Further to yesterday’s post on Britain’s apathy about Christian persecution, the main question people asked in response was: what can Britain do, without military means?
Taking aside that our military power helped to bring about persecution in Iraq and almost certainly would have done in Syria had this government got its way, there are lots of ways you can peacefully influence a country’s politics, including financial and moral pressure. That is what Saudi Arabia does, after all.
The Organisation Islamic Co-operation (OIC), for example, a bloc of 57 Muslim countries dominated by the Saudis, has just released the latest edition of its annual ‘Islamophobia report’.
It states that in the West Islamophobia:
‘…has become increasingly widespread, which, in turn, has caused an increase in the actual number of hate crimes committed against Muslims. These crimes range from the usual verbal abuse and discrimination, particularly in the fields of education and employment, to other acts of violence and vandalism, including physical assaults, attacks on Islamic centers and the desecration of mosques and cemeteries.
‘In this context, acceptance of various forms of intolerance, including hate speech and the propagation of negative stereotypes against Islam and Muslims in some western countries contribute towards proliferation of intolerant societies. This process is further supported by… the exploitation of freedom of expression and perpetuation of an ideological context advocating an inescapable conflict of civilizations.’
There is nothing wrong with Muslim countries keeping abreast of anti-Muslim prejudice or violence outside their borders. But, as the Gatestone Institute report states:
‘Chapter 4 of the report, “OIC Initiatives and Activities to Counter Islamophobia,” focused on the OIC’s ongoing efforts to promote the so-called Istanbul Process, an aggressive effort by Muslim countries to make it an international crime to criticize Islam. The explicit aim of the Istanbul Process is to enshrine in international law a global ban on all critical scrutiny of Islam and Islamic Sharia law.’
You have to admire the sheer chutzpah of the OIC in monitoring Islamophobia in western Europe where, without exception, Muslims of all kinds have full civil rights. Compare this to Saudi Arabia, where Shia and other Muslim minorities are persecuted along with all other religious groups who don’t conform.
Yet the Foreign Office seems pretty happy to engage with the OIC, and in February Baroness Warsi told them:
‘And the foundation has already been laid. UN Human Rights Council Resolution 16/18 on combating religious intolerance, now under the umbrella of the Istanbul process, provides a strong basis from which to work. UN member states have all jointly signed up to a call to action to implement the resolution.’
While Foreign Office officials talk to our friends in the OIC about supporting ‘freedom of religion’ and combating ‘intolerance’, the OIC clearly see those phrases in a rather different way to us; the former means the right to freedom of worship, so long as you don’t recruit members from Sunni Islam, insult that religion, leave it, seek equality or any of the things we define as religious freedom. Combating tolerance, in effect, means combating blasphemy. There is a fine line between protecting religion from hatred and protecting it from criticism, and unfortunately the new ‘pro-faith’ British government seems to be doing the latter.
This is what I find strange about interfaith politics in the West; unless you’re living in a godless dictatorship along North Korean lines, and none of us do, the best way to protect religious freedom is through secularism, since religious freedom is most commonly threatened by other religions.
Of course it can go too far, like any other good thing, yet the Church leadership in Britain is far more reluctant to talk about serious anti-Christian violence abroad than it is to address ‘militant secularism’; much as I disagree with many of Britain’s recent discrimination laws, Stonewall and the National Secular Society do not burn down churches.
Britain doesn’t rule the waves, of course, but military power isn’t the only kind: the least Britain could do is to use its influence to draw up an annual report of Christianophobia, and to promote secularism, the best way of ensuring religious freedom.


**Work item**
Look through the entries below and show every line containing the word "television".

- Opening Delimiter -

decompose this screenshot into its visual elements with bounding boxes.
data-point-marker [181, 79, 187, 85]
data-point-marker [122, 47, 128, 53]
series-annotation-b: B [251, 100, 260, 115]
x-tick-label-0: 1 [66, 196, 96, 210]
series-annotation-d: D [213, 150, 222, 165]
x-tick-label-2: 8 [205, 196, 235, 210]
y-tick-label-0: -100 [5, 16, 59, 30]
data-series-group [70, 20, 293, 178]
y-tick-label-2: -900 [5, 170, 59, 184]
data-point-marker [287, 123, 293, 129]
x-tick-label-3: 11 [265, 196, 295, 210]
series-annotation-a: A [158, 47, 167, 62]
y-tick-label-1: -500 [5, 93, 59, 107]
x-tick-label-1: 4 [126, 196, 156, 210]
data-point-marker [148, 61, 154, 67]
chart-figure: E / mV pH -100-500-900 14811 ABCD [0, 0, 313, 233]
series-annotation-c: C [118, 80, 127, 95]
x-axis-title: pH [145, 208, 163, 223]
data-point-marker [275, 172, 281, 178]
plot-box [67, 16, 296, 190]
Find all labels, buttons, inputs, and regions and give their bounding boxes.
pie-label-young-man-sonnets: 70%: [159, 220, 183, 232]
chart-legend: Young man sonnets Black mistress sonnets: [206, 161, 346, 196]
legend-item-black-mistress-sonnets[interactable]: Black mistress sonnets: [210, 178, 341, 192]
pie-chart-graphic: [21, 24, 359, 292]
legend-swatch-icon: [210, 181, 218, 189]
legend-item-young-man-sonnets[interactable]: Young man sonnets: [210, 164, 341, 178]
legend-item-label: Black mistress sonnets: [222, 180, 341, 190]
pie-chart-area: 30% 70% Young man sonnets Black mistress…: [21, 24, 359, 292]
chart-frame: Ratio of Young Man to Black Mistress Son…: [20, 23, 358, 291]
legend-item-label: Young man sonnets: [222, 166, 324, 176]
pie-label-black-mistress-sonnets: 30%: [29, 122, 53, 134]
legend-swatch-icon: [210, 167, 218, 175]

- Closing Delimiter -
- Opening Delimiter -

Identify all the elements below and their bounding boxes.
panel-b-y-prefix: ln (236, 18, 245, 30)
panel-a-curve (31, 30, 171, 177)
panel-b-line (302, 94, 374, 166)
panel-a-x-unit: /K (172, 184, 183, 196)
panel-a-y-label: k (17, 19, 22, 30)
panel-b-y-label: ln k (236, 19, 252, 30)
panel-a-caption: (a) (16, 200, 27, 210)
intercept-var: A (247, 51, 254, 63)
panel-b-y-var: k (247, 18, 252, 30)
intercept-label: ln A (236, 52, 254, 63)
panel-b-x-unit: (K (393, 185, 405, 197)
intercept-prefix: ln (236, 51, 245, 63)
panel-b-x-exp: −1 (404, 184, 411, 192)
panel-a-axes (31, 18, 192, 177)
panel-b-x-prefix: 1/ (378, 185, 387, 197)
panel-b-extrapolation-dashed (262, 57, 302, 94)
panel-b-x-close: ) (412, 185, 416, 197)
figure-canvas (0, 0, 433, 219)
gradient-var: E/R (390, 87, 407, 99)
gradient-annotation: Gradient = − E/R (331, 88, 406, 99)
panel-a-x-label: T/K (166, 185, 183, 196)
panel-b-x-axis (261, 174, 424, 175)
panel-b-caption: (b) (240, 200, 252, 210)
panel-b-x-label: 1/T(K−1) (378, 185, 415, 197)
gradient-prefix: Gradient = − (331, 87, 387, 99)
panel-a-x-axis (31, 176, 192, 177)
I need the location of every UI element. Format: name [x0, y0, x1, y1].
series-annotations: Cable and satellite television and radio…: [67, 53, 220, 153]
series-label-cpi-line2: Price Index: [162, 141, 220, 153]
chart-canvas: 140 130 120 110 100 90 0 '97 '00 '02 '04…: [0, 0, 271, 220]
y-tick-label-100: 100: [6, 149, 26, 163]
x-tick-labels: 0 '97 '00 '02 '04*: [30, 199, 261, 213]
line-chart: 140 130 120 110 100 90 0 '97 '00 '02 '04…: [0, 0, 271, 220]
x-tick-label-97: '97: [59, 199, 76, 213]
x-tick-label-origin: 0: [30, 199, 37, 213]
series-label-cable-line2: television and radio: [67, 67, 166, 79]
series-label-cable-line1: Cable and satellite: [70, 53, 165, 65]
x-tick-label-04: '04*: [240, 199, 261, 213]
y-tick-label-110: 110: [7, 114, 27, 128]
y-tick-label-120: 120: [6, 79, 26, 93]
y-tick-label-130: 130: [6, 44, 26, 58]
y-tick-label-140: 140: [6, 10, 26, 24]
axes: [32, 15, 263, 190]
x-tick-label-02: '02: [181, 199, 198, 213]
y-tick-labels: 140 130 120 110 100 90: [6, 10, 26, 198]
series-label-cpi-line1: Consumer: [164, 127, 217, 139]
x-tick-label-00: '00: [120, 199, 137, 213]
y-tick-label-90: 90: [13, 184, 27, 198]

- Closing Delimiter -

**Exercise answer**
series-annotations: Cable and satellite television and radio…: [67, 53, 220, 153]
series-label-cable-line2: television and radio: [67, 67, 166, 79]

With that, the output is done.